About one in 10,000 Americans, mostly boys, are born with hemophilia. The condition means their blood lacks the normal ability to form clots, said Dr. Ralph Gruppo, director of the Children's Hospital hemophiliac treatment center.
But Cortez has a condition found only in about 10 percent to 15 percent of all hemophiliacs. His body produces antibodies to the blood-clotting factors intended to help him heal, making wound treatment very difficult, Dr. Gruppo said.
Knowing that surgery would be a life-threatening risk, Mrs. DeLeon and the doctors at Children's Hospital waited until his deteriorating health forced them to act.
For Cortez, even the type of valve to be used required special effort.
Artificial valves require follow-up care with blood-thinning medications that would be bad for Cortez. Doctors could try valves made from pig tissue, which don't require blood thinners, but they last only about five years in children, Dr. Manning said.
A possible solution emerged when Dr. Manning learned of a longer-lasting heart valve in Europe made from cow tissue. The device had been used in Europe for about 15 years. Trouble was, the product had not been approved for use in the United States for the type of valve Cortez needed to have replaced.
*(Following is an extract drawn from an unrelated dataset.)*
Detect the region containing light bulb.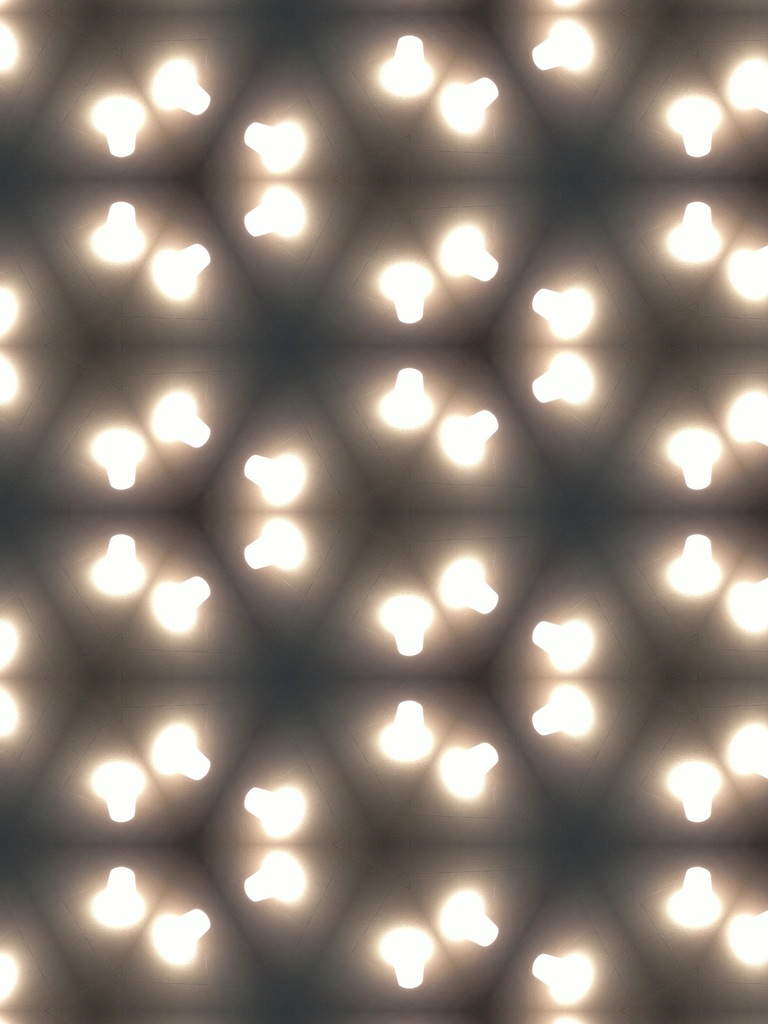
<box>243,781,308,840</box>.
Dr. Manning and the manufacturer, Edwards Labs, pushed the paperwork needed to win compassionate use approval from the U.S. Food and Drug Administration.
They also needed and got approval from the Children's Hospital Institutional Review Board.
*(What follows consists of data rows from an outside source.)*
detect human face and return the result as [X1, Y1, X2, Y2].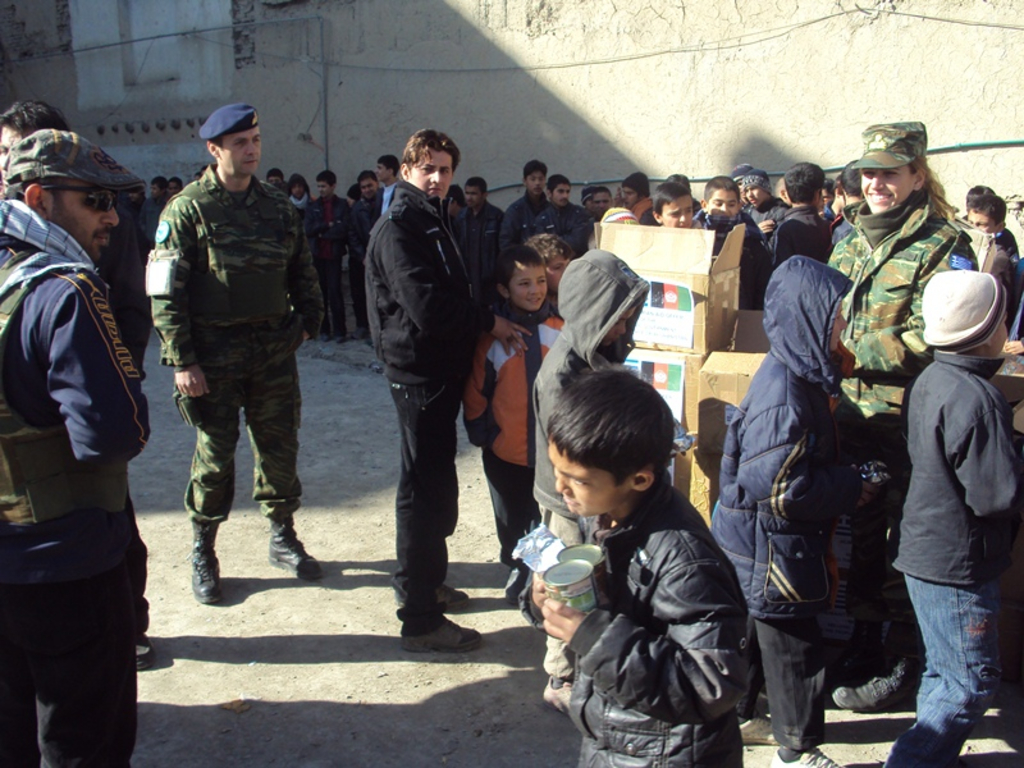
[657, 197, 692, 230].
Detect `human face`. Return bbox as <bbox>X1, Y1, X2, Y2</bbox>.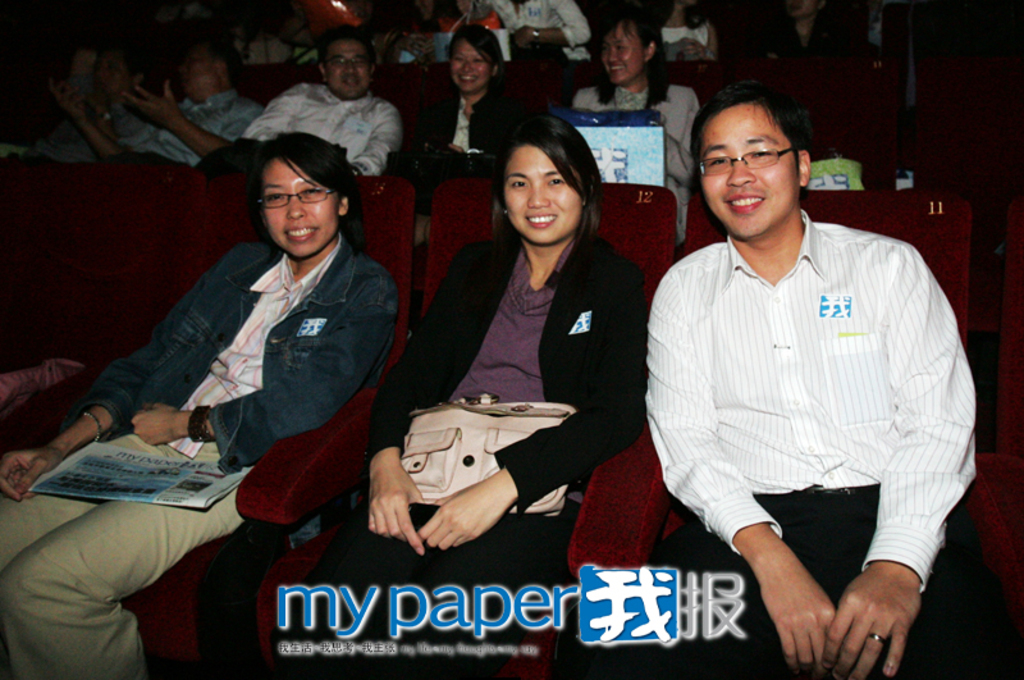
<bbox>177, 46, 221, 95</bbox>.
Beyond the valve, a plan was needed to help Cortez recover from the surgery. Even with sutures to close the wounds, every person who has open heart sur gery bleeds at least a little until the body's natural clotting ability closes off tiny, severed blood vessels and gaps between the stitches.
This is where Dr. Gruppo came in.
The plan for Cortez called for using massive amounts of two blood-clotting products.
First, doctors would try a porcine version of human clotting factor VIII. The hope was that the animal product would be different enough to bypass Cortez's resistance to the human product.
As a second step, doctors would use a new product called NovoSeven, made by genetically modifying hamster ovary cells to produce human clotting factor VII.
Even the factor seven product is not 100 percent effective, Dr. Gruppo said. Sometimes it doesn't work at all.
Doctors couldn't tell Mrs. DeLeon whether Cortez had a 90 percent chance or a 10 percent chance.
We really couldn't define the risk. That was one of the reasons we delayed the surgery until it was absolutely necessary, Dr. Gruppo said.
With approvals from Mrs. Cortez, the government and the hospital in hand, Cortez was admitted to Children's Hospital on July 18 with surgery set for July 19. The surgery lasted about four hours.
During the procedure, Cortez needed special monitoring equipment and lab tests to track the levels of his blood clotting factor.
Even after surgery, Cortez was kept heavily sedated at first while hospital staff pumped him with blood-clotting factors and tested his blood nearly hourly.
After a week, small internal bleeding had built up to about a quart of blood filling the sac surrounding Cortez's heart.
An emergency surgery to drain the fluid was required. Fortunately, the clotting levels generated by the NovoSeven were enough to help Cortez handle reopened wounds.
After that, he has done very well, Dr. Gruppo said.
By Monday, Cortez was headed home to Dayton, where he plans to be back in school in September.
He's an amazing kid, Mrs. Cortez said.